CalPilots, in conjunction with CAAPSO (thank you Doug Rice and Stephen McHenry), has finally received air quality data from Bay Area Air Quality Management District. BAAQMD is a public agency entrusted with regulating stationary sources of air pollution in the nine counties that surround San Francisco Bay. It took a year of persistent effort but we finally have baseline airborne lead data samples for RHV. This baseline data is important to capture so that pilots aren’t wrongly blamed for increased airborne lead levels from all of the digging and construction going on around Reid-Hillview for the BART/VTA extension.
As a brief history, this was the timeline to receive the data:
July 2023: CalPilots made a California Public Records Request (CPRA) for information regarding Airborne Lead Levels from BAAQMD PRCA monitoring sites.
March 2024: At San Martin Airport, Doug Rice (CalPilots VP, region 3) engaged with a BAAQMD technician working on the San Martin Airport monitoring site seeking assistance in getting a response from BAAQMD.
June 2024: CalPilots sent a letter to the BAAQMD Executive Director advising him of our prior request and the unusable response (The original response came as comma separated values in a text message). They requested that BAAQMD provide data in a usable data format.
July 2024: BAAQMD provided a spreadsheet containing usable data for Reid-Hillview Airport (37.329841, -121.815438, TSP lead measurement type) for the years 2012 to 2023, as well as miscellaneous data from other monitoring sites. There were two data sets: 3 month averages and 24 hour data.
- 3-month averages contains rolling 3-month average lead concentrations by site, calculated using the 24-hour samples.

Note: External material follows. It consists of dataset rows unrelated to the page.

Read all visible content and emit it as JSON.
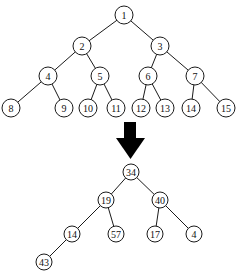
{
  "diagram": {
    "top_tree": {
      "node_radius": 9,
      "nodes": [
        {
          "id": "1",
          "label": "1",
          "x": 124,
          "y": 15
        },
        {
          "id": "2",
          "label": "2",
          "x": 82,
          "y": 46
        },
        {
          "id": "3",
          "label": "3",
          "x": 160,
          "y": 46
        },
        {
          "id": "4",
          "label": "4",
          "x": 48,
          "y": 76
        },
        {
          "id": "5",
          "label": "5",
          "x": 100,
          "y": 76
        },
        {
          "id": "6",
          "label": "6",
          "x": 148,
          "y": 76
        },
        {
          "id": "7",
          "label": "7",
          "x": 195,
          "y": 76
        },
        {
          "id": "8",
          "label": "8",
          "x": 11,
          "y": 108
        },
        {
          "id": "9",
          "label": "9",
          "x": 64,
          "y": 108
        },
        {
          "id": "10",
          "label": "10",
          "x": 88,
          "y": 108
        },
        {
          "id": "11",
          "label": "11",
          "x": 116,
          "y": 108
        },
        {
          "id": "12",
          "label": "12",
          "x": 141,
          "y": 108
        },
        {
          "id": "13",
          "label": "13",
          "x": 165,
          "y": 108
        },
        {
          "id": "14",
          "label": "14",
          "x": 191,
          "y": 108
        },
        {
          "id": "15",
          "label": "15",
          "x": 226,
          "y": 108
        }
      ],
      "edges": [
        [
          "1",
          "2"
        ],
        [
          "1",
          "3"
        ],
        [
          "2",
          "4"
        ],
        [
          "2",
          "5"
        ],
        [
          "3",
          "6"
        ],
        [
          "3",
          "7"
        ],
        [
          "4",
          "8"
        ],
        [
          "4",
          "9"
        ],
        [
          "5",
          "10"
        ],
        [
          "5",
          "11"
        ],
        [
          "6",
          "12"
        ],
        [
          "6",
          "13"
        ],
        [
          "7",
          "14"
        ],
        [
          "7",
          "15"
        ]
      ]
    },
    "arrow": {
      "direction": "down",
      "shaft": {
        "x": 124,
        "y": 122,
        "w": 12,
        "h": 17
      },
      "head": {
        "left": 116,
        "right": 145,
        "top": 138,
        "tip": 159
      },
      "color": "#000000"
    },
    "bottom_tree": {
      "node_radius": 8,
      "nodes": [
        {
          "id": "b34",
          "label": "34",
          "x": 131,
          "y": 172
        },
        {
          "id": "b19",
          "label": "19",
          "x": 106,
          "y": 200
        },
        {
          "id": "b40",
          "label": "40",
          "x": 160,
          "y": 200
        },
        {
          "id": "b14",
          "label": "14",
          "x": 72,
          "y": 234
        },
        {
          "id": "b57",
          "label": "57",
          "x": 116,
          "y": 234
        },
        {
          "id": "b17",
          "label": "17",
          "x": 155,
          "y": 234
        },
        {
          "id": "b4",
          "label": "4",
          "x": 194,
          "y": 234
        },
        {
          "id": "b43",
          "label": "43",
          "x": 44,
          "y": 262
        }
      ],
      "edges": [
        [
          "b34",
          "b19"
        ],
        [
          "b34",
          "b40"
        ],
        [
          "b19",
          "b14"
        ],
        [
          "b19",
          "b57"
        ],
        [
          "b40",
          "b17"
        ],
        [
          "b40",
          "b4"
        ],
        [
          "b14",
          "b43"
        ]
      ]
    }
  }
}
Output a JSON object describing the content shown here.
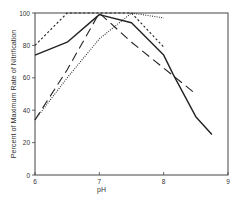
{
  "chart_data": {
    "type": "line",
    "title": "",
    "xlabel": "pH",
    "ylabel": "Percent of Maximum Rate of Nitrification",
    "xlim": [
      6,
      9
    ],
    "ylim": [
      0,
      100
    ],
    "xticks": [
      6,
      7,
      8,
      9
    ],
    "yticks": [
      0,
      20,
      40,
      60,
      80,
      100
    ],
    "grid": false,
    "legend": null,
    "series": [
      {
        "name": "solid",
        "style": "solid",
        "x": [
          6,
          6.5,
          7,
          7.5,
          8,
          8.15,
          8.5,
          8.75
        ],
        "values": [
          74,
          82,
          99,
          94,
          74,
          62,
          36,
          25
        ]
      },
      {
        "name": "short-dash",
        "style": "short-dash",
        "x": [
          6,
          6.5,
          7,
          7.5,
          8
        ],
        "values": [
          80,
          100,
          100,
          100,
          79
        ]
      },
      {
        "name": "long-dash",
        "style": "long-dash",
        "x": [
          6,
          6.5,
          7,
          7.5,
          8,
          8.5
        ],
        "values": [
          34,
          65,
          100,
          82,
          66,
          50
        ]
      },
      {
        "name": "dotted",
        "style": "dotted",
        "x": [
          6,
          6.5,
          7,
          7.5,
          8
        ],
        "values": [
          34,
          60,
          84,
          100,
          97
        ]
      }
    ]
  },
  "axes": {
    "x_title": "pH",
    "y_title": "Percent of Maximum Rate of Nitrification"
  }
}
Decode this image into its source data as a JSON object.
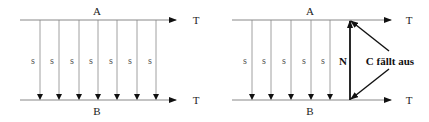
{
  "diagrams": [
    {
      "id": "left",
      "top_label": "A",
      "bottom_label": "B",
      "top_axis_label": "T",
      "bottom_axis_label": "T",
      "signal_labels": [
        "s",
        "s",
        "s",
        "s",
        "s",
        "s",
        "s"
      ]
    },
    {
      "id": "right",
      "top_label": "A",
      "bottom_label": "B",
      "top_axis_label": "T",
      "bottom_axis_label": "T",
      "signal_labels": [
        "s",
        "s",
        "s",
        "s",
        "s"
      ],
      "n_label": "N",
      "failure_label": "C fällt aus"
    }
  ],
  "colors": {
    "thin_line": "#777777",
    "thick_line": "#111111",
    "text": "#222222"
  }
}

The NAAQS for lead is based on 3-month averages of total suspended particulate (TSP) lead.
- 24-hour samples contains the individual lead measurements, which are each 24-hour (midnight to midnight) samples.
Analysis of the data shows that lead levels have been declining since mid-2018 — a full 20 months before the pandemic began and almost 4 years before unleaded fuel sales began at RHV. The reason for this decline is unclear but directly challenges some of the, shall we say, “assertions” made by members of the Santa Clara County Board of Supervisors.
Reid-Hillview flight operations peaked in 2018 at 208,000 per year but remain close to 160,000 takeoffs and landings per year currently. The current airborne lead levels at RHV are less than one-tenth of EPA standards. We’ll be monitoring this air quality data for the benefit of local residents.